We move through the terrifying swooshing sounds of the threatening fronds shaking and hissing threateningly above us. Suddenly, a crow cries out and we scream, breaking into a run, covering our heads before our eyes are plucked out by the heinous messengers of darkness.

Finally, the glow of light from the condo windows, our parents, safety. We rush in and tell them how afraid we were. Being the concerned, loving parents they are, they laugh at us.

Once we settle down, everyone goes to bed. We all change into nightgowns. I remember my sister had a long nightgown, white cotton and full, I had a short one. My two little sisters are in the bed closest to the sliding doors and I am in the one near the bathroom. We have left the sliding glass door open, our parents are nearby, so we don’t need to board up the windows and put out crosses, a gentle breeze filters through into the room. The screen door is locked and the white sheer curtains are drawn.

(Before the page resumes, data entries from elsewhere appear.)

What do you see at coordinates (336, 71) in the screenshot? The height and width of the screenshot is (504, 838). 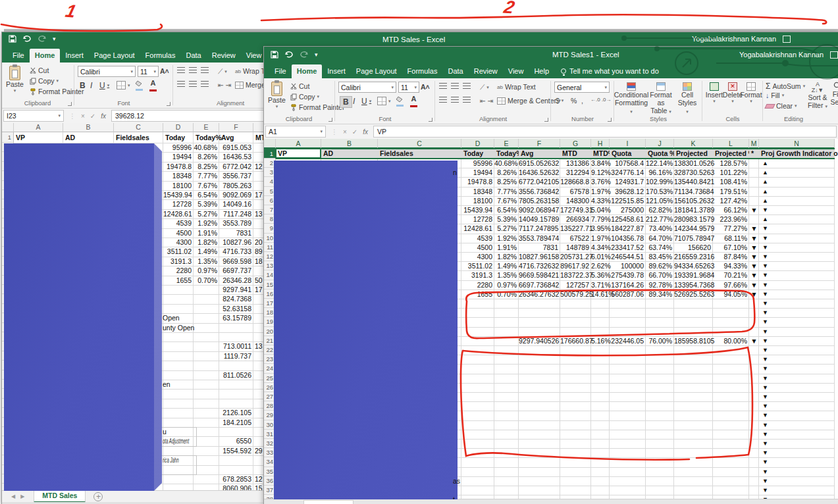 I see `ribbon-tab-insert: Insert` at bounding box center [336, 71].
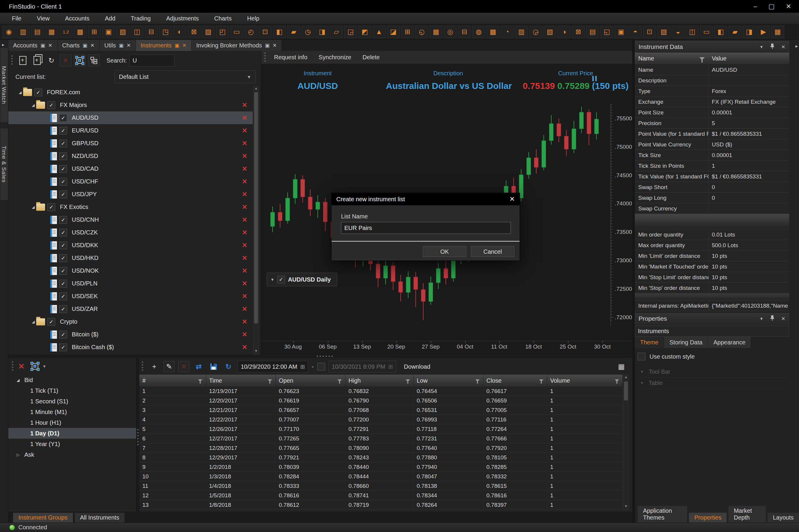 Image resolution: width=799 pixels, height=532 pixels. Describe the element at coordinates (4, 85) in the screenshot. I see `side-tab-market-watch: Market Watch` at that location.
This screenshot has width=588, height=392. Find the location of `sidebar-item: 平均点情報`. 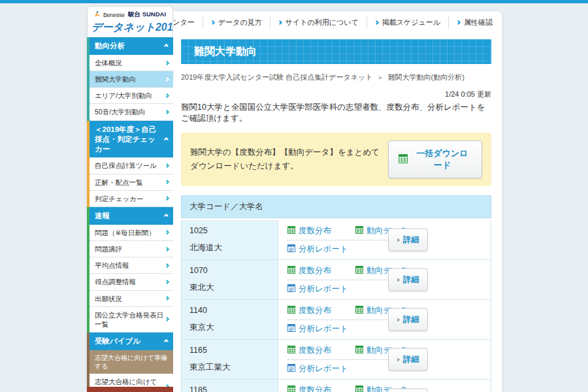

sidebar-item: 平均点情報 is located at coordinates (131, 265).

Much later I am wakened by the need to use the restroom. I check the semi-darkness carefully for demons, I’m far from sure it’s safe, but I decide to risk it.

I get up and scuttle the few feet to the bathroom, turning on the light as I close the door.

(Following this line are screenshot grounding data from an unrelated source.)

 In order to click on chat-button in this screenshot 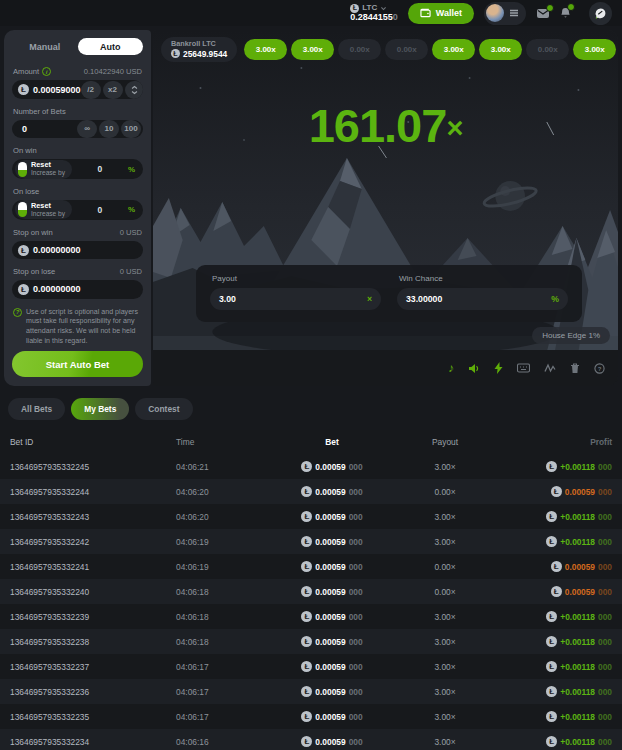, I will do `click(600, 14)`.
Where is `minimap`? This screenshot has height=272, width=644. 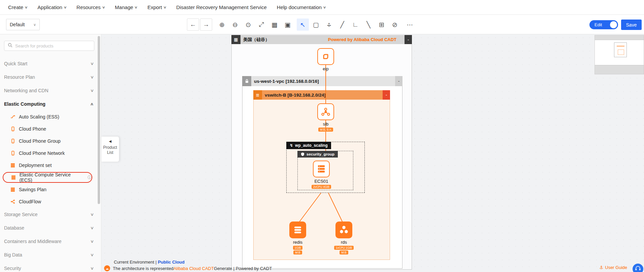 minimap is located at coordinates (619, 55).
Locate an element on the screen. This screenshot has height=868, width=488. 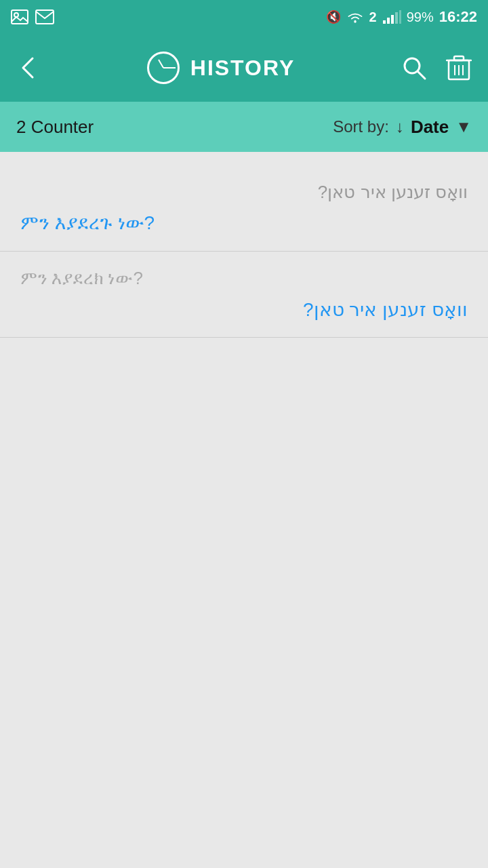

Now, what I don’t know is that when I turn on the bathroom light, it wakes my sister and the wind has stilled so the room is stuffy and over-warm. While I’m in the bathroom, she gets up out of the bed, half-sleepwalks to the chair next to the air conditioner and turns it on. She’s enjoying the cold air on her face, so she leans her head against the wall and falls asleep in the chair.

Very cautiously, I open the bathroom door and peer out. The room looks clear of hell’s minions, I do not notice my sister in the dimness, where she sleeps motionless in her white nightgown by the sheer curtains of the same color. I start back for my bed, tiptoeing to keep from waking the three headed dogs, and I’m halfway there when my movement wakes my sister.

Three things happened at once: a sudden, strong wind blows, sending the white sheer curtains streaming inward toward me which wakes my sister, who stands up and walks toward me.

From being sure the room is still and unoccupied by anything other than my sisters in the next bed, what I now see is a ghostly figure in white gliding toward me out of the billowing curtains, hands at its sides, zombie-like, bearing down, directly toward me. An electric shock of horror freezes my bones, and I leap for the bed, exclaiming “Oh my God,” except that my petrifying fear renders me incapable of pronunciation, so it comes out more like a throaty, quavering, “Oh ma ga!” I dive under the covers, heart beating and blood pounding, unable to speak, scream, or hear. I yank the thin cotton sheet over my head, because, as we all know, thin cotton will protect you from the devil.

Within seconds, the room is flooded with light and my mother is standing in the doorway, my father’s 6’4” frame behind her. “What is going on?” she cries, concerned. In the light, I sit up to see my sister standing looking groggy in the middle of the room and I know I’ve been snatched from the gates of Biblical mythology come to suck the life blood from my soul.

It takes a minute to explain and figure it out, then being the loving, protective family they are, they have a good long laugh at my expense.

They still laugh at me today, and this story of my cowardice is now one of my daughter’s favorites. Especially the “Oh mah Ga,” part, which makes them howl with laughter at my ridiculousness. I guess it’s genetic.

But let me tell you something. I learned a little something about what the power of suggestion will do to you that day.

And I still don’t like scary movies. I can make them, but I don’t like to watch them.

Whatever you feel and experience, it goes through your imagination and experience filters. Be careful what you let in, lest it fester until you make a complete fool of yourself.

And that applies to so many things.

Did I mention that I’ve learned to love crows?

Shari, August 20th, 2015

2 thoughts on “The Funny Scary Thing.”

  1. Just watched you in ‘Comedy is Murder Diagnosis Murder’. Love that you were on the show. But for people who have’t seen it, I won’t give away a spoiler.. Love you as an actress!!!!

    1. Funniest week of my life. Tim Conway was non-stop comedy, from the makeup trailer until wrap. We ruined so many takes because the other actors or the crew were laughing. Thanks for reminding me!